Artificial sweeteners trick the tongue but not the brain
Scientists discover link between sucralose and weight gain
For more than a century, people have attempted to control weight gain by substituting zero-calorie artificial sweeteners for sugar. Then researchers discovered a perplexing conundrum: Some people who used artificial sweeteners actually gained more weight than people who consumed sugar.
A decade of research could not solve the mystery. But now scientists in Australia have, for the first time, discovered how artificial sweeteners impact the brain’s ability to regulate hunger and increase appetite.
During the study, researchers at the University of Sydney put fruit flies and mice on a five- to seven-day diet containing sucralose, the zero-to-low calorie artificial sweetener marketed as Splenda.
“After chronic exposure to a diet that contained the artificial sweetener sucralose, we saw that animals began eating a lot more,” lead researcher Greg Neely said.
When the researchers studied the brain activity of the fruit flies and mice, they discovered a brain system that senses the sweetness of a food and compares it to the energy level of that substance. Under natural circumstances, a substance high in sweetness is generally also high in calories or energy. The brain recognizes this balance as normal. But when that ratio is out of balance, when sweetness is high but calories are low, the brain tries to correct the sweetness-energy ratio by telling the body it needs more food, Neely said. In other words, the brain responds by stimulating hunger and making food taste better, much as it would in a mild starvation situation.
Researchers also found chronic consumption of sucralose makes natural sugar taste sweeter. So even returning to natural sugar consumption causes the brain to perceive the sweetness-energy ratio as out of balance, again resulting in increased hunger.
In fact, when the researchers switched the fruit flies back to natural sweeteners, they consumed a whopping 30 percent more calories.
The study also revealed other behaviors consistent with mild starvation—hyperactivity, insomnia, and decreased sleep quality—rose with sucralose consumption.
“These findings further reinforce the idea that ‘sugar-free’ varieties of processed food and drink may not be as inert as we anticipated,” researcher Herbert Herzog said.
Scientists began researching artificial sweeteners—and warning about their safety—in 1878 with the discovery of saccharine.
In 1906, Harvey Wiley, chief of the U.S. Department of Agriculture’s chemical division, was so convinced of saccharine’s danger that he took his case to President Theodore Roosevelt. But he couldn’t convince the president, who used saccharine to control his own weight. According to CNN, Roosevelt declared anyone who claimed saccharin was injurious to health “an idiot.”
During World Wars I and II, when sugar was in short supply and scientists had not found any hard evidence of saccharine’s harm, consumer demand skyrocketed.
Then in 1976, a researcher working with a chlorinated sugar compound decided to take a taste. He found it “finger lickin’ good.” Food manufacturers soon began to favor the new compound, sucralose, because it remains stable when heated.
Within 30 years, millions of people were using artificial sweeteners for weight control. But in 2005, researchers at the University of Texas conducted a longitudinal study of 384 participants. They compared the subjects’ diet soda consumption with increases in waist circumference over a period of up to 12 years. The researchers were shocked to find diet soda drinkers had increases in waist circumference nearly triple that of people who did not consume diet soda.
Now researchers may have an explanation for those results.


Within the entries below, find every line that has the string "Експорт", then copy it.

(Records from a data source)
------------------------------
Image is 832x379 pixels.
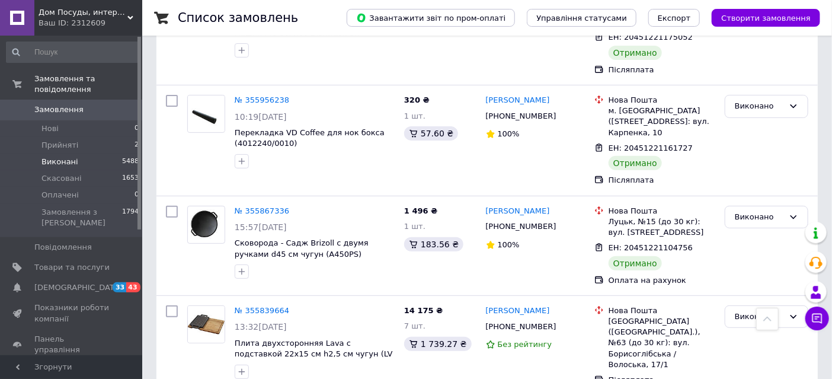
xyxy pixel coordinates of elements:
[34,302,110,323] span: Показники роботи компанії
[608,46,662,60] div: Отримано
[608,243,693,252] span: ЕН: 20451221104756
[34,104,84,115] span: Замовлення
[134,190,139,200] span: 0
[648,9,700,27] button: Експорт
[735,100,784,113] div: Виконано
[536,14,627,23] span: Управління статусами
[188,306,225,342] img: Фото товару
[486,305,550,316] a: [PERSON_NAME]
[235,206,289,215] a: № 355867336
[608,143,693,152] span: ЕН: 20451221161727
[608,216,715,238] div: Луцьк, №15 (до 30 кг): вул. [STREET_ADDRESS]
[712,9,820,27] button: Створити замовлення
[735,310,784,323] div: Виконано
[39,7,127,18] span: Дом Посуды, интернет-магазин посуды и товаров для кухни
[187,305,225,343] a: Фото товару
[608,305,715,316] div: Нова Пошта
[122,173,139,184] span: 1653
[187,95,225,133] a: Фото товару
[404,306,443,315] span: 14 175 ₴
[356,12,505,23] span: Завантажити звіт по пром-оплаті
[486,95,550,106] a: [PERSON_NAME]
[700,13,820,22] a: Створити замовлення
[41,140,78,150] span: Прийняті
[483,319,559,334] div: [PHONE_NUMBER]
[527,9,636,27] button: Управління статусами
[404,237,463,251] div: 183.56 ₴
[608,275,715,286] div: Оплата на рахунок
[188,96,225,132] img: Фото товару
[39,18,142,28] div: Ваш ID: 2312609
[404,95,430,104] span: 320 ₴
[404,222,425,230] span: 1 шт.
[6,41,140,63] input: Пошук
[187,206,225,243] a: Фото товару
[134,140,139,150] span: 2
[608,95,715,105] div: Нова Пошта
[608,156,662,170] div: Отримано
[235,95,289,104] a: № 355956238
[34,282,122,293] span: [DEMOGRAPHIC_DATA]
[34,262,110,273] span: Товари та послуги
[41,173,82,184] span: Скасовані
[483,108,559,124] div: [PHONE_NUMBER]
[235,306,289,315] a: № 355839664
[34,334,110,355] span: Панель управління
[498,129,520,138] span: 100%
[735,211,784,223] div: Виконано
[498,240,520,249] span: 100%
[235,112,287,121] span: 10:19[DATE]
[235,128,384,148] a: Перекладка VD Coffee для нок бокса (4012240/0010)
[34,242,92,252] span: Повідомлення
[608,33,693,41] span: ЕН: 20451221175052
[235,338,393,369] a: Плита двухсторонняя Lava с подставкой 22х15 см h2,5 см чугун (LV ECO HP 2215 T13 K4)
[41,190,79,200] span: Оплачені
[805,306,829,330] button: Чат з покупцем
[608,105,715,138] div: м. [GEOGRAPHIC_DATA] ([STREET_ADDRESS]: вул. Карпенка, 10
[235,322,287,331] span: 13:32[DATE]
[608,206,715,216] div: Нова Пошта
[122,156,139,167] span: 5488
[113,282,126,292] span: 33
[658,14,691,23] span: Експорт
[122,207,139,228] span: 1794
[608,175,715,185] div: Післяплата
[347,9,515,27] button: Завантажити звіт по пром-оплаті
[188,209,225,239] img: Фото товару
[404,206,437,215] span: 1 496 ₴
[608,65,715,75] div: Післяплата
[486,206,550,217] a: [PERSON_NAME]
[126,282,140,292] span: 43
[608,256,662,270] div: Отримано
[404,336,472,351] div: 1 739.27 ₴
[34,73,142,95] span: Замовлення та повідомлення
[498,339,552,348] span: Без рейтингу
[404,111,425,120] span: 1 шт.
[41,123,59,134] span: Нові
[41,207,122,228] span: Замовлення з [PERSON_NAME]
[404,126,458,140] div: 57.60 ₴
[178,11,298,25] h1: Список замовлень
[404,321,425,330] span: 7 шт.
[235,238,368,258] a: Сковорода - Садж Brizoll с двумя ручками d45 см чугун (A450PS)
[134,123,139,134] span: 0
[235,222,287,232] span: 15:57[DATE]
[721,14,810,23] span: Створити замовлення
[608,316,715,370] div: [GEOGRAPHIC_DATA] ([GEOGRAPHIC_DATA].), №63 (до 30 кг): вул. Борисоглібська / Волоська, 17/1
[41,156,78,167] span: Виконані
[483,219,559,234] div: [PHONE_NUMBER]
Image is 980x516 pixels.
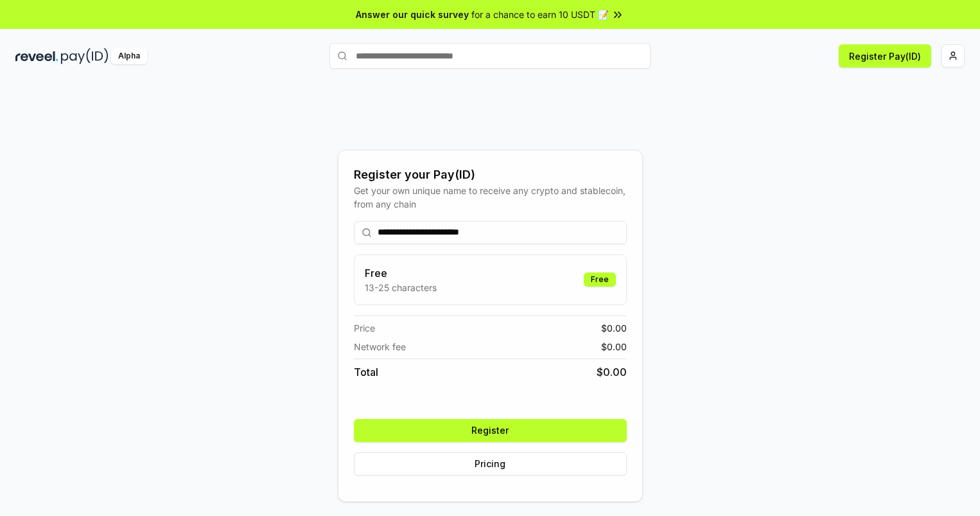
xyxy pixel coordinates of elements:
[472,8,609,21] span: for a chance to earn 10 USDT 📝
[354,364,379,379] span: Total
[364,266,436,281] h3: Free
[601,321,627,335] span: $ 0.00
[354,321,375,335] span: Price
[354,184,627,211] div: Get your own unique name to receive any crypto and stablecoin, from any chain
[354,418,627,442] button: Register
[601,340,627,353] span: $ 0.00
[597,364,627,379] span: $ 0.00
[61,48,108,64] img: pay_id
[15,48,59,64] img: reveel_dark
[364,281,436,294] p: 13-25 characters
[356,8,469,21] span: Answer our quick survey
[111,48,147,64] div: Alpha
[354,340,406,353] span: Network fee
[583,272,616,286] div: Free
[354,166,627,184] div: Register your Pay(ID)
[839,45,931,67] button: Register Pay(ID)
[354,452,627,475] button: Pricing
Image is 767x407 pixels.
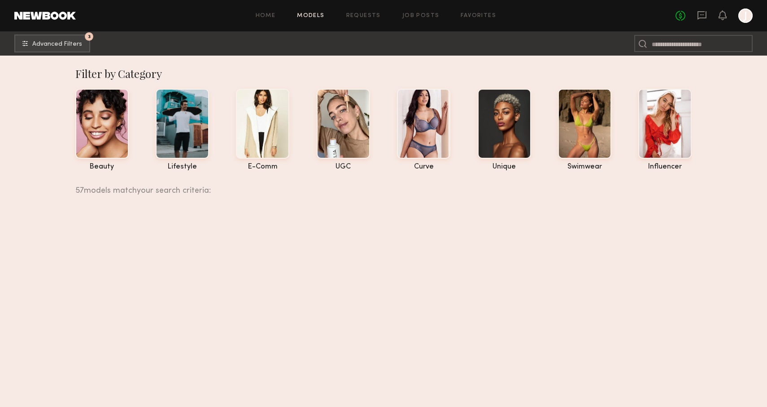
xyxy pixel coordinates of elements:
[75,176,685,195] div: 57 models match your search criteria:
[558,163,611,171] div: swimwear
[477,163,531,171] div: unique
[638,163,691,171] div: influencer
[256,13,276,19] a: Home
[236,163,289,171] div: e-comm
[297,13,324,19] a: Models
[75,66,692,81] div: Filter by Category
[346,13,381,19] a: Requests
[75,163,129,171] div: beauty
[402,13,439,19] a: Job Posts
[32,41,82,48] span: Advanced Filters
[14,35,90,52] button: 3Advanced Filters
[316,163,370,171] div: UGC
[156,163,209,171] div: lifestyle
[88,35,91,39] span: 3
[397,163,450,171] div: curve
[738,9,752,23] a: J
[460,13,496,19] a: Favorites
------------------------------
**Solution for this exercise:**
[648,9,700,27] button: Експорт
[658,14,691,23] span: Експорт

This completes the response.